A job description that mentions "cross-functional collaboration" three times is signaling an org that has a coordination problem. A JD emphasizing "data-driven decisions" is signaling that gut-feel culture is being pushed out.

Use this to prepare specific examples and questions that map directly to those implied problems.

2. Earnings calls and investor materials (public companies)

Go to the company's Investor Relations page and listen to the most recent earnings call, or read the transcript. This is where executives talk about what's actually going wrong, what bets they're making, and where they're under pressure.

Candidates who reference real business challenges in interviews are memorable. This is how you do that.

3. Recent news (last 90 days only)

Skip the company's own press releases — those are marketing. Set a Google News alert for the company name and filter to the last 90 days. You want acquisitions, layoffs, new product launches, leadership changes, competitive moves, regulatory issues.

One real insight from recent news beats ten recycled facts from the company's homepage.

4. Glassdoor and Blind (with calibration)

These platforms are useful but require interpretation. A consistent complaint across dozens of reviews — "slow decision-making," "unclear career path," "leadership doesn't listen to IC feedback" — is a real signal. A single angry review is noise.

Use these to prepare honest, direct questions in the interview. "I noticed some reviews mention [issue] — what's your perspective on how that's being addressed?" shows you did serious research and aren't afraid to ask real questions.

5. Your interviewers' LinkedIn and recent activity

Check each interviewer's profile the night before. Note their tenure (short tenure may signal churn), their background (are they technical? business-oriented?), and any content they've published or shared recently.

If they wrote an article or spoke at a conference about a topic relevant to the role, referencing it naturally creates instant rapport and signals genuine interest.


What to Do With What You Find

Don't try to drop every fact you found into the interview. That's impressive in the wrong way — like someone who memorized a speech rather than having a real conversation.

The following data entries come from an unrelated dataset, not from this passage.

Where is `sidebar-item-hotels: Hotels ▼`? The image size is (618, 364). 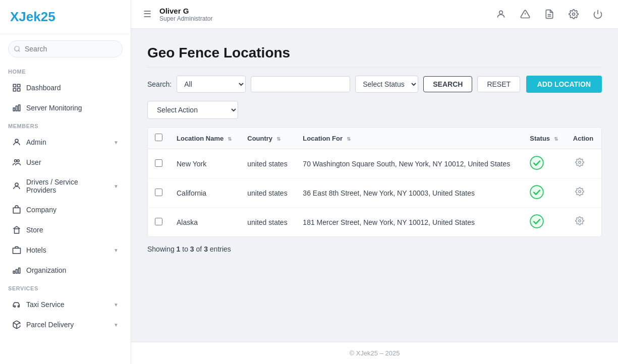 sidebar-item-hotels: Hotels ▼ is located at coordinates (66, 250).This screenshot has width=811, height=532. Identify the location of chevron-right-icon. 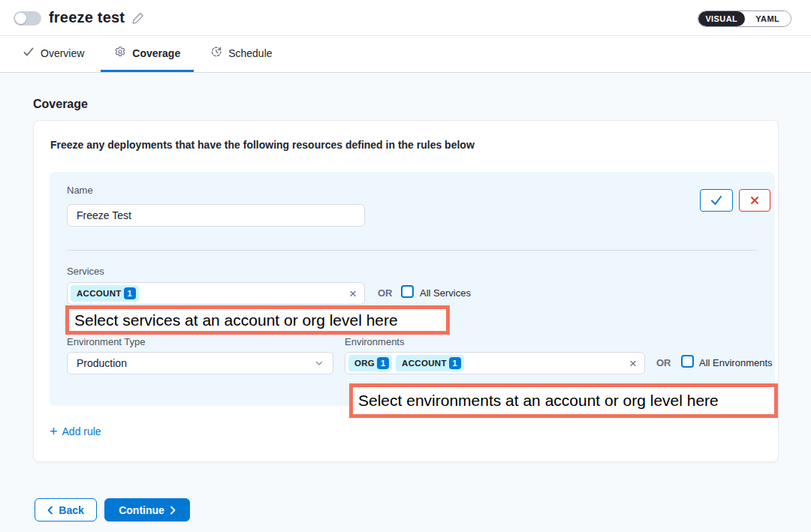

Instead, organize your research into three categories:

Anchors — things you want to reference to show you understand the company's context. Use one or two of these in the "why do you want to work here" answer.

Questions — things you genuinely want to know more about. These become your end-of-interview questions, and they're far better than generic questions because they show you've gone deep.

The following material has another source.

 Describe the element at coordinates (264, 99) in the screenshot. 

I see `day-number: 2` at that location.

Signals — things that told you something about culture or trajectory that you want to probe further. Use these to evaluate whether this is actually the right move for you.


How Much Time Should This Take?

For a first round: 45–60 minutes total is enough if you're focused. For a final round with senior leadership: 2–3 hours is reasonable.

Don't spend four hours reading the same information in different formats. Set a timer, work through each of the five sources systematically, and stop when you have enough to answer "why this company?" authentically and ask three genuine questions.


One Quick Test

Before the interview, ask yourself: "Can I say something specific about this company that most candidates won't know?" If yes, you're prepared. If not, keep researching.


Practice This Now

The fastest way to improve your company research is to practice using what you found in a real interview simulation with feedback. Research only pays off if you can integrate it naturally — not read it off a mental list.